By Serah Aupong – EM TV, Port Moresby
A lot of attention and awareness raising is needed to protect more of our indigenous languages from becoming extinct.
Speaking to EM TV today, social language expert Dr Kilala Devette shared her concerns about the status of Papua New Guinea’s indigenous languages.
Dr Devette is a new member of the National Research Institute. For 12 years, she taught at the University of Papua New Guinea in the linguistics department.
She shares similar views with her collegues at the university on the influence of western culture threatening the survival of Papua New Guinean languages.
In terms of numbers, she’says the very basics still need to be done.
“Most languages in PNG, we have not documented. That is why a lot of these small languages died out without being written about. Their grammars were not written,” she’says.
She offers more statistics which add to the worrying picture given by her colleagues.
“According to Grimes, 2000; 40 languages in PNG have less than 100 speakers. That is a real danger,” she’says.
Dr Devette says the vernacular system and the outcome-based education strategy was an attempt by the government to retain our languages.
She says the failure was in the implementation of the vision in the Matane Report.
“One very good strategy to preserve PNG languages is to include the education system, which we did, but it was the implementation that did not work.”
If we are to do it better, she’suggests we do not use a transitional system like the last one.
Dr Devette says more awareness need to begin at home. A quick survey of 20 EM TV employees showed that those who come from a home with parents speaking different indigenous languages either don’t know their parents’ languages or know very little. For those who do know the language, it is their mother’s language they are familiar with.
“It begins at home… thousands of PNG children today use Tok Pisin as their mother tongue or L1, their first language and that is one of the problems we have today,” she’said.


● **Task requirements**:
Below are lines of data, and only some are wanted. Please repeat exactly those from the line that has "has height=490, width=1054." through the line that has "What do you see at coordinates (982, 215)".
== Data to use
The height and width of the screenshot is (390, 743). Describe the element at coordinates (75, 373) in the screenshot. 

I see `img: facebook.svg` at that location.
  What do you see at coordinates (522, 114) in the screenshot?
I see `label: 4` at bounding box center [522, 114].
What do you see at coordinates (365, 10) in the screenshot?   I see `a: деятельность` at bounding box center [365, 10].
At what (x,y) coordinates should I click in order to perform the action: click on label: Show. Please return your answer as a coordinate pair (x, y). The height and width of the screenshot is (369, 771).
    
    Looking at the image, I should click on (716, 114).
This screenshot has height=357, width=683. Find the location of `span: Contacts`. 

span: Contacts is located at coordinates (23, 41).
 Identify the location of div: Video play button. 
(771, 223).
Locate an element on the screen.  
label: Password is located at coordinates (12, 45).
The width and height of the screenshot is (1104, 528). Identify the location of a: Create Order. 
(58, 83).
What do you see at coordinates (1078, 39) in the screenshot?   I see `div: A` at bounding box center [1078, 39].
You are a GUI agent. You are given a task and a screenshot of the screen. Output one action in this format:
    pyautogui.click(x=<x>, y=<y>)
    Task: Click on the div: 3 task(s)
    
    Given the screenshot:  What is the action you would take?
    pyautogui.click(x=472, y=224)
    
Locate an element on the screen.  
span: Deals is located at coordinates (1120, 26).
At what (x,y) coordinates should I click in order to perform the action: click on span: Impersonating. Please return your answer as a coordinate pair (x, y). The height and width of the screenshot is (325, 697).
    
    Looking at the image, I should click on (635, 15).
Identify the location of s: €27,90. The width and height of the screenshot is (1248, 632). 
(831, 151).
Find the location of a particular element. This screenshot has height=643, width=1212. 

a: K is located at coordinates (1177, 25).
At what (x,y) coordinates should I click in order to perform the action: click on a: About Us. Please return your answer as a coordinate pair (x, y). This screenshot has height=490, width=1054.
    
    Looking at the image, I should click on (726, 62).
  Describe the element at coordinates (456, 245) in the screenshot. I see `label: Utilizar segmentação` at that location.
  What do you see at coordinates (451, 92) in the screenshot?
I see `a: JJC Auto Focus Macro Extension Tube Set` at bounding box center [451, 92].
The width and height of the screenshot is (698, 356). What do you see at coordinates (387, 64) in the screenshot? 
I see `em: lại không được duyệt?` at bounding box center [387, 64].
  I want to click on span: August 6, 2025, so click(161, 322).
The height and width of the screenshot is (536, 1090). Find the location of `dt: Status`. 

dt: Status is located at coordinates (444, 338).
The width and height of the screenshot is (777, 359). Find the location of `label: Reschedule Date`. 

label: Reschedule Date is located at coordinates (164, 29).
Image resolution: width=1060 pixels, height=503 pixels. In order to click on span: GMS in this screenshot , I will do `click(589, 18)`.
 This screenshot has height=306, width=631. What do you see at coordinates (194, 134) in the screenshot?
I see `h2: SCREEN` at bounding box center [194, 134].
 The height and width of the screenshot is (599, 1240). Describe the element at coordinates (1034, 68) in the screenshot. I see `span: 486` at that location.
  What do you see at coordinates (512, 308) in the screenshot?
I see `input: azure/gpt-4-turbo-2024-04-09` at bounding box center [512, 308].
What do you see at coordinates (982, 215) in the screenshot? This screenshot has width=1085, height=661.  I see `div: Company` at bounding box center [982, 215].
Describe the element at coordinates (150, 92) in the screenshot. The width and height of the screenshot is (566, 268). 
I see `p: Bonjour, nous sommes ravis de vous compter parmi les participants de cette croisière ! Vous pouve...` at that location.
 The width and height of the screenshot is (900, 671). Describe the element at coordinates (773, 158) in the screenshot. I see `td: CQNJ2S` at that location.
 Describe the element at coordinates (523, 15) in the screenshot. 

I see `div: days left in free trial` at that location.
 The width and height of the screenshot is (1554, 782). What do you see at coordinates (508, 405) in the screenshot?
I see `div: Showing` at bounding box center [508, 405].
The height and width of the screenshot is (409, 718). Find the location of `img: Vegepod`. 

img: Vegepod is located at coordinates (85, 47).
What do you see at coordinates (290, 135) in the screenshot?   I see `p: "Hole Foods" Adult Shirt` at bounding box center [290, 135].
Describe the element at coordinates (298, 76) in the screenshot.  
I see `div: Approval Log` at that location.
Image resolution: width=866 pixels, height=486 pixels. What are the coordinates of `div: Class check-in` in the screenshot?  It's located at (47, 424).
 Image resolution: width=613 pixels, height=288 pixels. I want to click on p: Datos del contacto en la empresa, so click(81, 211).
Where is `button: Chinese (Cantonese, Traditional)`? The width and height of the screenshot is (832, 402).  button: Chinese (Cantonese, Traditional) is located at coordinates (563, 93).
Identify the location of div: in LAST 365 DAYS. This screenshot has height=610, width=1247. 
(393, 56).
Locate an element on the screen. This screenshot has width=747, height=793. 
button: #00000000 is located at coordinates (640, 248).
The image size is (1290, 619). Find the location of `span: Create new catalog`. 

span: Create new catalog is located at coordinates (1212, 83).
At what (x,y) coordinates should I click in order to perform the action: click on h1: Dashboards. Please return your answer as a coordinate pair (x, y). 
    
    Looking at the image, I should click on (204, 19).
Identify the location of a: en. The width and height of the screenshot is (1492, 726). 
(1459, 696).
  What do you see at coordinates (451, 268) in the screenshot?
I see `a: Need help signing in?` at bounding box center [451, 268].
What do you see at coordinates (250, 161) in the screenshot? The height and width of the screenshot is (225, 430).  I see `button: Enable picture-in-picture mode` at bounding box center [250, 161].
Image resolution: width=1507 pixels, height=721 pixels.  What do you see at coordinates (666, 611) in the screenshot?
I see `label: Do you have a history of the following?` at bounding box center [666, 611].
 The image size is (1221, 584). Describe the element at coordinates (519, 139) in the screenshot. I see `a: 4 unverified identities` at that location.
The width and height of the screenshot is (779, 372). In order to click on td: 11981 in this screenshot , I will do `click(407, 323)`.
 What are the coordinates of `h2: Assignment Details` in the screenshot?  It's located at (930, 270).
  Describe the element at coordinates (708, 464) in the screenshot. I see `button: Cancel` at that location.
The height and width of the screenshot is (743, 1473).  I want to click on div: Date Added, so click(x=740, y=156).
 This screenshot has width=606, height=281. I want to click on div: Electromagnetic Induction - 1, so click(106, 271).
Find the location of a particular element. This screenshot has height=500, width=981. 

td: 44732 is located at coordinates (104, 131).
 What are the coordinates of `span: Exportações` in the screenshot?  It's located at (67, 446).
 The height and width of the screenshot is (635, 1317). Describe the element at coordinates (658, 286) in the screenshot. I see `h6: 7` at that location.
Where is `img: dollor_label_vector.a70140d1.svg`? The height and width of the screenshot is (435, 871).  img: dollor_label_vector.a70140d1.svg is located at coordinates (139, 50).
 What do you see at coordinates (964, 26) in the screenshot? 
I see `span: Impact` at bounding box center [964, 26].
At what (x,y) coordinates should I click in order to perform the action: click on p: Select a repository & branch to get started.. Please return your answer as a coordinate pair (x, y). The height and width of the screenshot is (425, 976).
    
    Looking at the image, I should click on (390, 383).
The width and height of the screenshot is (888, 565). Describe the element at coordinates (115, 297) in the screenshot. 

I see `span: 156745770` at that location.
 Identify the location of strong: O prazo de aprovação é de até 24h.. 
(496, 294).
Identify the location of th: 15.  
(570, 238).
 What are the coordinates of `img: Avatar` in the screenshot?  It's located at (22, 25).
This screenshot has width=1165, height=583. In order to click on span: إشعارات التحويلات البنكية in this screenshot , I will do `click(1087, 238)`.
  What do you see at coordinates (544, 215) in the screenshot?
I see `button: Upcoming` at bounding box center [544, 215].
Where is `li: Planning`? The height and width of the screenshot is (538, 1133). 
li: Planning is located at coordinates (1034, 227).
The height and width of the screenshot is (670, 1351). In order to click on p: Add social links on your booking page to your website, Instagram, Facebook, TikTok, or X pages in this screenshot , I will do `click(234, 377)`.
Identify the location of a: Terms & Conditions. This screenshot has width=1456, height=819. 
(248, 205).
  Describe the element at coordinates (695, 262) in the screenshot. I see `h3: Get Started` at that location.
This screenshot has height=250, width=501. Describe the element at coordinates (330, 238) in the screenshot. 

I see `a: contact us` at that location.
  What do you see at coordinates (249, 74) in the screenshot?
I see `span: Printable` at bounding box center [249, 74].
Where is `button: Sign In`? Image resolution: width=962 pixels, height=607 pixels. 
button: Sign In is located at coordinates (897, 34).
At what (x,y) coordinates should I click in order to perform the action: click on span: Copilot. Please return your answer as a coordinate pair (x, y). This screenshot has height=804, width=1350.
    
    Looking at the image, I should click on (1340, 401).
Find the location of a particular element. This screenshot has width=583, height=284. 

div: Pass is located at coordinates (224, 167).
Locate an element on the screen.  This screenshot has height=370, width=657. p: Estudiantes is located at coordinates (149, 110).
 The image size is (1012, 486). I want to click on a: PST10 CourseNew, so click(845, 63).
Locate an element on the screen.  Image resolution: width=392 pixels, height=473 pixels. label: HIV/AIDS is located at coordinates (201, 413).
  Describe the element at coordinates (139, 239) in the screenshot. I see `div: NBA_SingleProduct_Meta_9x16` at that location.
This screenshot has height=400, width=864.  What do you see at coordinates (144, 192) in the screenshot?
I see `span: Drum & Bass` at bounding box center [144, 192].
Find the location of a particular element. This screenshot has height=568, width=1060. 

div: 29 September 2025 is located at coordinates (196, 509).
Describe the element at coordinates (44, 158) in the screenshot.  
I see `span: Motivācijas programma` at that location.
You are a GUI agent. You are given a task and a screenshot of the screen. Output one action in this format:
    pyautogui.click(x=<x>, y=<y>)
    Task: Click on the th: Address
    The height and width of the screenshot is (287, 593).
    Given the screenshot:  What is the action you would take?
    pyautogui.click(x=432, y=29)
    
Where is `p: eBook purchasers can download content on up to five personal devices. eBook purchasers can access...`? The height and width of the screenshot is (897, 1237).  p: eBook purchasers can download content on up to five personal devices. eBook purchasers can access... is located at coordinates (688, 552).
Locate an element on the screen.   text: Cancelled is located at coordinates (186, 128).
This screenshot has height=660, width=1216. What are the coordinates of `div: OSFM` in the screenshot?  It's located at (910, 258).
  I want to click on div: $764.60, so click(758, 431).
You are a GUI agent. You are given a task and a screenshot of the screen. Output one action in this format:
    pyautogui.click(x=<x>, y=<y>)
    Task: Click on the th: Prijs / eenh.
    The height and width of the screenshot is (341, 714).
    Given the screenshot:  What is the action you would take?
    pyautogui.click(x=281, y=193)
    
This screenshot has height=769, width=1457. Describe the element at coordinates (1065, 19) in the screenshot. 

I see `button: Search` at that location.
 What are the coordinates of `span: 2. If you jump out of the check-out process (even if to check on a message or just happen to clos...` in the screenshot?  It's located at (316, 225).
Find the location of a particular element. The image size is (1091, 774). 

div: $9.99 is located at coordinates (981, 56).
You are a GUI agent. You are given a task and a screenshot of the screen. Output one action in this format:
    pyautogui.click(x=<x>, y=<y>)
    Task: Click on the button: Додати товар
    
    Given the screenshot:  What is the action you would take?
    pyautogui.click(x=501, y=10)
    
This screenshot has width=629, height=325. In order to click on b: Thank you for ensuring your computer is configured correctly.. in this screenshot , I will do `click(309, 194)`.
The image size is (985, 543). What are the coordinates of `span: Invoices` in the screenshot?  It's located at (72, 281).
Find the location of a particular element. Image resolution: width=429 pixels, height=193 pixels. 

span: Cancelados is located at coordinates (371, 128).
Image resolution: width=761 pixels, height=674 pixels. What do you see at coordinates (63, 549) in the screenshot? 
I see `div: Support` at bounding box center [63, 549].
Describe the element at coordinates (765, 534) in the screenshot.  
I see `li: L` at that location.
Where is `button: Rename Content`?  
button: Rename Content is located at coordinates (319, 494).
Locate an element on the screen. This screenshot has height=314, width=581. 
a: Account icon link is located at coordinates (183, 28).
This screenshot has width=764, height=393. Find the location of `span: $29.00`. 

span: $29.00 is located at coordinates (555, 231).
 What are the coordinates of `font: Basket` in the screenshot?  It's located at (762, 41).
====
● **Response**:
At what (x,y) coordinates should I click in order to perform the action: click on a: About Us. Please return your answer as a coordinate pair (x, y). This screenshot has height=490, width=1054.
    
    Looking at the image, I should click on (726, 62).
  Describe the element at coordinates (456, 245) in the screenshot. I see `label: Utilizar segmentação` at that location.
  What do you see at coordinates (451, 92) in the screenshot?
I see `a: JJC Auto Focus Macro Extension Tube Set` at bounding box center [451, 92].
The width and height of the screenshot is (698, 356). What do you see at coordinates (387, 64) in the screenshot? 
I see `em: lại không được duyệt?` at bounding box center [387, 64].
  I want to click on span: August 6, 2025, so click(161, 322).
The height and width of the screenshot is (536, 1090). Find the location of `dt: Status`. 

dt: Status is located at coordinates (444, 338).
The width and height of the screenshot is (777, 359). Find the location of `label: Reschedule Date`. 

label: Reschedule Date is located at coordinates (164, 29).
Image resolution: width=1060 pixels, height=503 pixels. In order to click on span: GMS in this screenshot , I will do `click(589, 18)`.
 This screenshot has height=306, width=631. What do you see at coordinates (194, 134) in the screenshot?
I see `h2: SCREEN` at bounding box center [194, 134].
 The height and width of the screenshot is (599, 1240). Describe the element at coordinates (1034, 68) in the screenshot. I see `span: 486` at that location.
  What do you see at coordinates (512, 308) in the screenshot?
I see `input: azure/gpt-4-turbo-2024-04-09` at bounding box center [512, 308].
What do you see at coordinates (982, 215) in the screenshot? This screenshot has width=1085, height=661.  I see `div: Company` at bounding box center [982, 215].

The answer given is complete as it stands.